VAWA stands for Violence Against Women Act. But don’t let the name fool you. VAWA can be an option for men.
I had a consultation recently for a man from West Africa. He and his wife had filed for him to get his green card several times and had always been denied. It looked like they were about to be denied yet again.
He explained to me how they had been denied for avoidable reasons: something hadn’t been filed correctly, he didn’t respond to a Request for Evidence, or she didn’t show up for their interview at the Atlanta Field Office.
He also told me that they weren’t currently living together. She would stay at their home for a few weeks, but she’d go away for a few weeks and he wasn’t sure where she was.
Since she also wasn’t there for the consultation, I was honestly a little worried about their relationship. Were they truly husband and wife or had they gotten married for the green card?
I told him that USCIS would need to see a lot of proof that they were living together and that they truly knew one another as husband and wife, and I wasn’t sure that they could do that with how their relationship currently was.
Then he told me more about their history – they’d been together for five years – and I started to think about his case in a new way.
He told me how she overdrew their bank account on a regular basis, how she treated him like an inferior because he wasn’t educated in the United States, how she threatened to call the authorities and have him deported, how she called him demeaning names and insulted him how he looked and acted.
As he opened up, I could see the genuine hurt and despair come to the surface. It was clear that his wife had put him through misery. He’d been afraid to talk about it because he thought he needed to show that he and his wife were in a strong relationship in order to win their case with immigration.
I told him that I thought we had the foundations for a Violence Against Women Act case. VAWA doesn’t require physical abuse – it requires a showing of extreme cruelty, which includes emotional and mental abuse. In his case, this involved immigration threats, financial ruin, manipulation, and control. What he was telling me met the basic criteria for VAWA.
Unfortunately, experience has shown me that VAWA for men can be harder to win because of the bias we have in society. We don’t generally think of men as “victims.” But they certainly can be. Just because they may not always be able to show physical scars doesn’t mean they don’t have deep emotional and mental scars. It’s harder to show, harder to document, and it’s certainly hard to talk about, but that kind of damage to a person is just as real as any broken bone or bruise.
VAWA can be an option for men. Don’t let the name fool you.
Extreme cruelty takes on many different forms and if you are being threatened, treated like a slave, or forced to do things you don’t want to, it may be time to talk with an immigration attorney to see if you have options.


- [Task statement] Work out how many lines in the listing below carry the word "clay". Give that number alone.

- [Data for processing]

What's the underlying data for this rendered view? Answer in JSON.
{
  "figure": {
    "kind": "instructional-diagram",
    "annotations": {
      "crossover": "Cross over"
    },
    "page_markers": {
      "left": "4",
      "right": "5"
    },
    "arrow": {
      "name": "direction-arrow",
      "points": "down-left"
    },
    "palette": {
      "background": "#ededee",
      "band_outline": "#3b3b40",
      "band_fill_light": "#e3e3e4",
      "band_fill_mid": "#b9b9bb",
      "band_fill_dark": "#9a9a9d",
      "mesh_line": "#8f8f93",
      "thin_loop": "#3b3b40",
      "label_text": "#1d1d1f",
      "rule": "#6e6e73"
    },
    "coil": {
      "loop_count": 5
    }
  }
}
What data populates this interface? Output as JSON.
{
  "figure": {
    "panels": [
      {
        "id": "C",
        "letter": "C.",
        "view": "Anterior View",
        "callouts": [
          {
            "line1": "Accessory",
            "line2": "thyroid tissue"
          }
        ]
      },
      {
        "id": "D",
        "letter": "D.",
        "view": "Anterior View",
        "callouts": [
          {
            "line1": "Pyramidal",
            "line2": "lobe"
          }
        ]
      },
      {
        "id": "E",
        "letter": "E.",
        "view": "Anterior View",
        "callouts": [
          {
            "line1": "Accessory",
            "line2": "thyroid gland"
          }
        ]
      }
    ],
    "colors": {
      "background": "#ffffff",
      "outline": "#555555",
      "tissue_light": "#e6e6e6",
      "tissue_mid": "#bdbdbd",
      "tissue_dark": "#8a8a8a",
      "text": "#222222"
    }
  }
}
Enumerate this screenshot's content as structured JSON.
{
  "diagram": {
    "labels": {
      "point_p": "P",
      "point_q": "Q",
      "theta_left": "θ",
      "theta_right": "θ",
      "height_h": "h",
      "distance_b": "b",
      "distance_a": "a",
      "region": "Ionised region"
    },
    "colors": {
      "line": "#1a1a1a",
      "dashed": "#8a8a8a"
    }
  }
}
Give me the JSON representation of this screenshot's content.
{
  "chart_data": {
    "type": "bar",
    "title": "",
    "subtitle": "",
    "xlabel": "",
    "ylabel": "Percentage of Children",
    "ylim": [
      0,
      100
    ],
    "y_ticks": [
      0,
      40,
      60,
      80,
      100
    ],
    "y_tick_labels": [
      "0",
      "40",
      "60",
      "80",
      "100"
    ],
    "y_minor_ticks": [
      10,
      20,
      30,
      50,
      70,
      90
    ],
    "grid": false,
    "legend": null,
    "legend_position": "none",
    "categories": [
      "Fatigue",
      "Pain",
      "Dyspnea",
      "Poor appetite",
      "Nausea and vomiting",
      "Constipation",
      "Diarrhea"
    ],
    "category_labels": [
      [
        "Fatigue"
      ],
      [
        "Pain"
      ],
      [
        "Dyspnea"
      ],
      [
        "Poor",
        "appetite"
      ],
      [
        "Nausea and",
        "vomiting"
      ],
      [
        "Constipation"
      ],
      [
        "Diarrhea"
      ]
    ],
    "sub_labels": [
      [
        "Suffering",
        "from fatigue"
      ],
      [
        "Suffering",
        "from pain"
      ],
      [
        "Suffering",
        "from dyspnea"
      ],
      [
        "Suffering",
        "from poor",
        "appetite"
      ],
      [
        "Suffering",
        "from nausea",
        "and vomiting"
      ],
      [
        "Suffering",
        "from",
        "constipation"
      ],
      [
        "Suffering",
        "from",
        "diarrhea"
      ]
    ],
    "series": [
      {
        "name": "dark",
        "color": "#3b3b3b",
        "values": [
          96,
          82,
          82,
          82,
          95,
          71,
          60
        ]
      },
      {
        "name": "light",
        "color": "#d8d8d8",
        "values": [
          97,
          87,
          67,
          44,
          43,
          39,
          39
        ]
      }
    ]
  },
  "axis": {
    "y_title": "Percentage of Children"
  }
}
--
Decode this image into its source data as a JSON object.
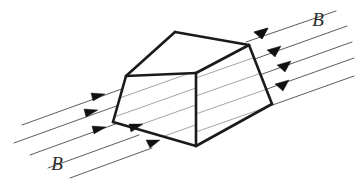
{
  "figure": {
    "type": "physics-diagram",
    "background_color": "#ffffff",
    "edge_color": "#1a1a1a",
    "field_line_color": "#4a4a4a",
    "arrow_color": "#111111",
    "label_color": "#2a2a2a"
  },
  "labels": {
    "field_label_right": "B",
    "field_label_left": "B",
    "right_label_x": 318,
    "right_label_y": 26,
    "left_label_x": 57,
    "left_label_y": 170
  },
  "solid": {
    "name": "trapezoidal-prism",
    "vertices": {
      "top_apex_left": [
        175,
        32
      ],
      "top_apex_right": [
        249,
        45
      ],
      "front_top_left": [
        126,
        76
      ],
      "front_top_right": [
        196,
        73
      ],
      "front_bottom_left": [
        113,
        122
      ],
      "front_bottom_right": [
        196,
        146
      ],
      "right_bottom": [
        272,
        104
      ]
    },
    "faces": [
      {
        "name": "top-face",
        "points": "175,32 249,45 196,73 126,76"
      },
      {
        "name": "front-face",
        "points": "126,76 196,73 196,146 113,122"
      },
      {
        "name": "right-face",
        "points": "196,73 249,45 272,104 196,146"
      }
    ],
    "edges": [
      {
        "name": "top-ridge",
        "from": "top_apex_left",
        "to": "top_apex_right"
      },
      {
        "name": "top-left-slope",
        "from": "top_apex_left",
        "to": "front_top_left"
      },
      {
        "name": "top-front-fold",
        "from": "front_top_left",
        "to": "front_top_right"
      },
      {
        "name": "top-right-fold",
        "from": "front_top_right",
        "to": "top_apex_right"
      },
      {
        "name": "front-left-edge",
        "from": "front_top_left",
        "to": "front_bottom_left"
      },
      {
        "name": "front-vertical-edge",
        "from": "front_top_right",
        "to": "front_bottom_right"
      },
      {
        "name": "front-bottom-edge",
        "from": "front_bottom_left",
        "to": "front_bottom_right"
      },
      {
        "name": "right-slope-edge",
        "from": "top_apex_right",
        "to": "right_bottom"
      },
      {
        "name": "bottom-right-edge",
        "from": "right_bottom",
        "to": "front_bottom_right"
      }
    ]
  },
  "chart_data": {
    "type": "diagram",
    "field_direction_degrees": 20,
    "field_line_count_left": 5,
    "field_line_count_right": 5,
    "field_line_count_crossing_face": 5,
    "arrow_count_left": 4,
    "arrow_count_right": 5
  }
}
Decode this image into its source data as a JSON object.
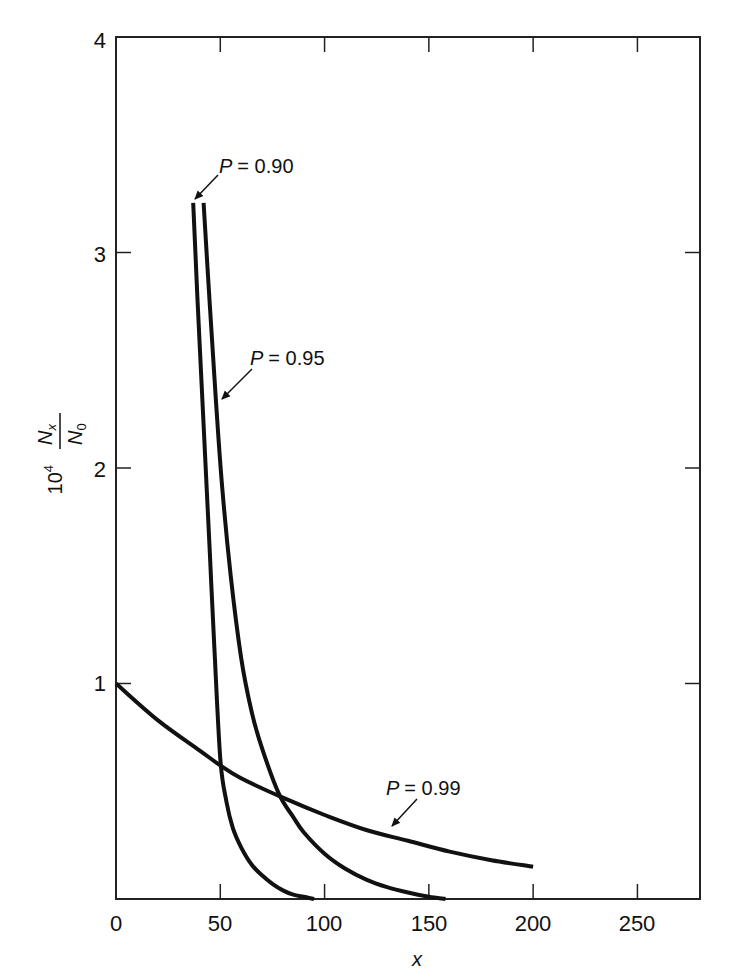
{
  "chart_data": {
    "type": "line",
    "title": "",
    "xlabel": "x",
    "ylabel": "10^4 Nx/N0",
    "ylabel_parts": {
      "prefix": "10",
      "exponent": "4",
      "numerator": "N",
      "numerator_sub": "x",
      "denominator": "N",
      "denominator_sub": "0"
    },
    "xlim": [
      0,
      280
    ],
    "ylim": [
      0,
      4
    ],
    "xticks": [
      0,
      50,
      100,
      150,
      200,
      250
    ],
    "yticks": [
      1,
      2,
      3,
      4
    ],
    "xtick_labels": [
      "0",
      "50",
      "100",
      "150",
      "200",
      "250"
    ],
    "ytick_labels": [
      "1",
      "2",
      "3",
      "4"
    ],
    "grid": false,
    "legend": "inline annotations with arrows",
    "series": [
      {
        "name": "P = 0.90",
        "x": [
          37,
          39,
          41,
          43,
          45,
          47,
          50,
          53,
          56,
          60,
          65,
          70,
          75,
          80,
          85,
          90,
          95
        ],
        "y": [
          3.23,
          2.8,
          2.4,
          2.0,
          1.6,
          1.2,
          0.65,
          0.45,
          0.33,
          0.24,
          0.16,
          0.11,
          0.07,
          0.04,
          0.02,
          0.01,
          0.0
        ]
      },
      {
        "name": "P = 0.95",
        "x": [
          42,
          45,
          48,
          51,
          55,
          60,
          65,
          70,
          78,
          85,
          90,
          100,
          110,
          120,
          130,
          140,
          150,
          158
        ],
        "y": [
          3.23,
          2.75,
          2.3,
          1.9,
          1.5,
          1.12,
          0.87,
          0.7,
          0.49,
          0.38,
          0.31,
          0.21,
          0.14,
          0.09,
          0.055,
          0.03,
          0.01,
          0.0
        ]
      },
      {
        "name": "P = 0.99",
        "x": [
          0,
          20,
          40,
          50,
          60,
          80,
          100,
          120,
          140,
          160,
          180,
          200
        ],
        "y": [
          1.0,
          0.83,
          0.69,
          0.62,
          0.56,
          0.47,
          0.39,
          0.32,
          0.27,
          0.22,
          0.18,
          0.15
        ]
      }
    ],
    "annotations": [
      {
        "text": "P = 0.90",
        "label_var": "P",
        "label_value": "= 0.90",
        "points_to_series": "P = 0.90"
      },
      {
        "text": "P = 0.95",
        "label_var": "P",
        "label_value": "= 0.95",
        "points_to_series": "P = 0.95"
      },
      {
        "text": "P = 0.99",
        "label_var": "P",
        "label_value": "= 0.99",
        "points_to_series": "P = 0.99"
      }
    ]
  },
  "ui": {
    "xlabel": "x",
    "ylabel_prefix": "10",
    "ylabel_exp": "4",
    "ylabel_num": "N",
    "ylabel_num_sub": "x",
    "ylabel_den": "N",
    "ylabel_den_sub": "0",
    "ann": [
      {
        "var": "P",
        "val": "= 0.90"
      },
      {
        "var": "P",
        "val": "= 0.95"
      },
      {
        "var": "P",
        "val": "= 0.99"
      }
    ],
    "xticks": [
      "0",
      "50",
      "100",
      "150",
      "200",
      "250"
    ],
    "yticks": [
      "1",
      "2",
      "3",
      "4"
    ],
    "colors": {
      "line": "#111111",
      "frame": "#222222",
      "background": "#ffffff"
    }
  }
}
--
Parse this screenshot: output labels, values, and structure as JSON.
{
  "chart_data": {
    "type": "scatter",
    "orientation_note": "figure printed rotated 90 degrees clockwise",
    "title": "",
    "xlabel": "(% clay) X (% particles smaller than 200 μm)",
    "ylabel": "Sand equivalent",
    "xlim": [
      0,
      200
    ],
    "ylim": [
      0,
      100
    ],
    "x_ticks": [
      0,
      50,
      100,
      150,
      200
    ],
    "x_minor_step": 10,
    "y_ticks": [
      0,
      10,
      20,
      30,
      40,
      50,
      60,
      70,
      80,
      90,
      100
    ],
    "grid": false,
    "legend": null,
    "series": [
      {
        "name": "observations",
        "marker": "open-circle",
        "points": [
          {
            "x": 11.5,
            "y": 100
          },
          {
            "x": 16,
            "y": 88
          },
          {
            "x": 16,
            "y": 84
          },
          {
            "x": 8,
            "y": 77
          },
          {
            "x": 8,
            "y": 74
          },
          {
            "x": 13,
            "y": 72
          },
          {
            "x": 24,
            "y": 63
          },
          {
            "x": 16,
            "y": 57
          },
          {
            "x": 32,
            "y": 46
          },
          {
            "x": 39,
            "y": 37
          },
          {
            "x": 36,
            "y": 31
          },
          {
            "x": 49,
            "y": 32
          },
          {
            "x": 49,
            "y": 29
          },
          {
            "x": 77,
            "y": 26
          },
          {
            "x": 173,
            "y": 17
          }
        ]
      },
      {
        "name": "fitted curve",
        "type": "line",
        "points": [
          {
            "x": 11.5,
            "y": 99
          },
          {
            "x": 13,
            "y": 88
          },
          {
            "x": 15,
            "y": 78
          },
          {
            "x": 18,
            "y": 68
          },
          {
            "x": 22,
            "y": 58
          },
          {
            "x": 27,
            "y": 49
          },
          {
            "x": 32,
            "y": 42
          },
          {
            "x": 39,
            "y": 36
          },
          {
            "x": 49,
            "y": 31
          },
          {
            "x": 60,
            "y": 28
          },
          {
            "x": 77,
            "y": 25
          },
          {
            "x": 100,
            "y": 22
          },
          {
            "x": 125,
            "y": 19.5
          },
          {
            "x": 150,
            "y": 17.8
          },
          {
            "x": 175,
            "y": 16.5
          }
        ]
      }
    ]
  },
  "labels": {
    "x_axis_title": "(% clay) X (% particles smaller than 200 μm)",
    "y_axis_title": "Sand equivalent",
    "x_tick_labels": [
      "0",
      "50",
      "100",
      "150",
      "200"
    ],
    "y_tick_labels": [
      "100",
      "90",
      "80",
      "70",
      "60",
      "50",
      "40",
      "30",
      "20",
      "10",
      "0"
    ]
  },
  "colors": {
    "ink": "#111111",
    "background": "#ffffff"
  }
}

- [Your response] 2